Shanghai Old Town

Shanghai,

China is rapidly losing its historic, human-scale urban fabric. Demolition of historic areas is common, and new development is typically done in block-size increments, sliced apart by wide arterial roads. Old Town is where Shanghai began as a fishing village in the 13th Century, and it retains some of the City’s oldest neighborhoods inside the former wall boundary. Yet these low-rise, tightly packed residential areas are in poor condition and in danger of redevelopment.

The 380-acre Old Town Master Plan brings strategic regeneration, new public spaces, and the modernization of infrastructure, including transit systems, green infrastructure, walkable streetscapes, and bicycle facilities—while prioritizing preservation.

This plan uses three preservation techniques, all of which expand beyond architecture into the realm of urbanism. Contextual Preservation for buildings of sufficient quality or importance keeps and rehabilitates the highest proportion of buildings and urban fabric and infills new buildings at the historic scale. Selective Densification inserts blocks of new development in locations with poor-quality buildings, utilizing sensitive development forms to avoid disrupting the urban pattern. Contrasting Preservation maintains important urban public spaces including historic alleys and plazas and their surrounding buildings and uses, while adding dense contemporary development in strategic locations. It preserves the essential elements of historic urban space.

Revitalizing the Distressed Historic Retail Street. Source: Skidmore, Owings & Merrill LLP.

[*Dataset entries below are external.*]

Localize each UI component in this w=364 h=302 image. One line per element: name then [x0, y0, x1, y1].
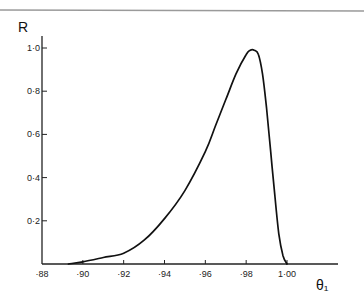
- y-tick-label: 1·0: [27, 43, 40, 53]
- x-tick-label: ·88: [35, 269, 48, 279]
- x-tick-label: ·94: [158, 269, 171, 279]
- y-tick-label: 0·8: [27, 86, 40, 96]
- x-axis-label: θ₁: [316, 277, 329, 293]
- x-tick-label: ·90: [76, 269, 89, 279]
- x-tick-label: 1·00: [278, 269, 296, 279]
- y-tick-label: 0·2: [27, 216, 40, 226]
- ticks: ·88·90·92·94·96·981·000·20·40·60·81·0: [27, 43, 296, 279]
- y-tick-label: 0·4: [27, 173, 40, 183]
- y-tick-label: 0·6: [27, 129, 40, 139]
- x-tick-label: ·92: [117, 269, 130, 279]
- top-rule: [0, 10, 364, 11]
- data-curve: [69, 50, 288, 264]
- axes: [42, 36, 338, 264]
- y-axis-label: R: [18, 19, 28, 35]
- x-tick-label: ·98: [240, 269, 253, 279]
- chart: ·88·90·92·94·96·981·000·20·40·60·81·0 R …: [0, 0, 364, 302]
- x-tick-label: ·96: [199, 269, 212, 279]
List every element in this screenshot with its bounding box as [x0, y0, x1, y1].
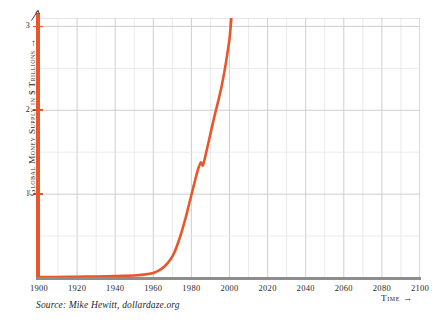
x-tick-label: 2100: [402, 283, 438, 293]
plot-area: [39, 18, 420, 278]
source-note: Source: Mike Hewitt, dollardaze.org: [36, 300, 180, 310]
x-axis-line: [36, 277, 421, 280]
x-tick-label: 1980: [173, 283, 209, 293]
x-tick-label: 2080: [364, 283, 400, 293]
x-tick-label: 2000: [212, 283, 248, 293]
x-axis-title-text: Time: [381, 293, 400, 303]
y-axis-title: Global Money Supply in $ Trillions →: [27, 17, 37, 217]
x-tick-label: 2040: [288, 283, 324, 293]
chart-figure: 123 190019201940196019802000202020402060…: [0, 0, 447, 323]
x-tick-label: 1940: [97, 283, 133, 293]
x-tick-label: 1920: [59, 283, 95, 293]
x-tick-label: 1900: [21, 283, 57, 293]
x-tick-label: 1960: [135, 283, 171, 293]
y-axis-title-text: Global Money Supply in $ Trillions: [27, 50, 37, 195]
x-axis-title-arrow: →: [400, 293, 413, 303]
y-axis-title-arrow: →: [27, 38, 37, 50]
x-tick-label: 2020: [250, 283, 286, 293]
x-axis-title: Time →: [381, 293, 413, 303]
money-supply-curve: [39, 18, 420, 278]
x-tick-label: 2060: [326, 283, 362, 293]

The plan enables preservation while retaining total development capacity by transferring development rights to dense transit-oriented development outside the historic wall boundary. This dense development generates a portion of the funds needed for building and infrastructure upgrades and the improvement of living conditions in the Old Town, and creates a scale contrast between Old Town and its surroundings. The required amount of new development is large—21 million square feet of retail and office space, 14,600 residential units, new industry, and civic and educational facilities.

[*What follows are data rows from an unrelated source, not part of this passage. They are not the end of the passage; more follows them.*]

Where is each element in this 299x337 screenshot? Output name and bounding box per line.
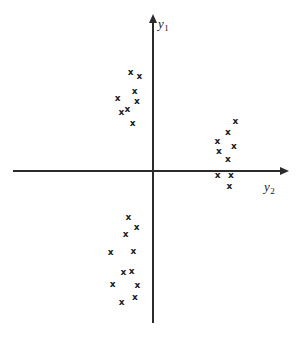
data-point: x xyxy=(119,268,127,277)
horizontal-axis-arrow-icon xyxy=(280,167,289,175)
data-point: x xyxy=(135,72,143,81)
data-point: x xyxy=(128,267,136,276)
vertical-axis-label-text: y xyxy=(158,16,164,31)
data-point: x xyxy=(230,142,238,151)
data-point: x xyxy=(131,293,139,302)
scatter-plot-figure: y1 y2 xxxxxxxxxxxxxxxxxxxxxxxxxxxx xyxy=(0,0,299,337)
data-point: x xyxy=(131,87,139,96)
data-point: x xyxy=(214,171,222,180)
data-point: x xyxy=(227,171,235,180)
data-point: x xyxy=(224,155,232,164)
data-point: x xyxy=(124,213,132,222)
data-point: x xyxy=(107,248,115,257)
data-point: x xyxy=(133,97,141,106)
data-point: x xyxy=(109,280,117,289)
data-point: x xyxy=(114,94,122,103)
data-point: x xyxy=(224,128,232,137)
horizontal-axis-label-subscript: 2 xyxy=(270,186,275,196)
data-point: x xyxy=(122,230,130,239)
data-point: x xyxy=(118,298,126,307)
data-point: x xyxy=(215,147,223,156)
vertical-axis-label-subscript: 1 xyxy=(164,23,169,33)
data-point: x xyxy=(129,247,137,256)
vertical-axis-arrow-icon xyxy=(149,14,157,23)
data-point: x xyxy=(129,119,137,128)
data-point: x xyxy=(117,108,125,117)
data-point: x xyxy=(225,182,233,191)
data-point: x xyxy=(127,68,135,77)
data-point: x xyxy=(213,137,221,146)
data-point: x xyxy=(231,117,239,126)
horizontal-axis-line xyxy=(13,170,281,172)
vertical-axis-line xyxy=(152,21,154,323)
vertical-axis-label: y1 xyxy=(158,17,168,30)
data-point: x xyxy=(133,223,141,232)
horizontal-axis-label: y2 xyxy=(264,180,274,193)
data-point: x xyxy=(133,281,141,290)
horizontal-axis-label-text: y xyxy=(264,179,270,194)
plot-area: y1 y2 xxxxxxxxxxxxxxxxxxxxxxxxxxxx xyxy=(0,0,299,337)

An extensive consultation process that included government officials, community leaders, historic experts, cultural experts, planning experts, developers, residents, and local design institutes was key to the broad support for the plan. The result is a plan that preserves seven centuries of Shanghai’s history in the face of rapid and disruptive urban transformation.

Notes Jiefang Daily News, “The Old Town is the most complete and largest historic district that features traditional Shanghai character, with tangible and intangible historic heritage accumulated in more than 700 years of its urban history. In this plan … the district will be transformed into a dynamic historic zone with the richest local character, diverse programs, deep-rooted cultural meaning, and urban vitality.”

Aerial View of Old Town Shanghai. Source: Skidmore, Owings & Merrill LLP.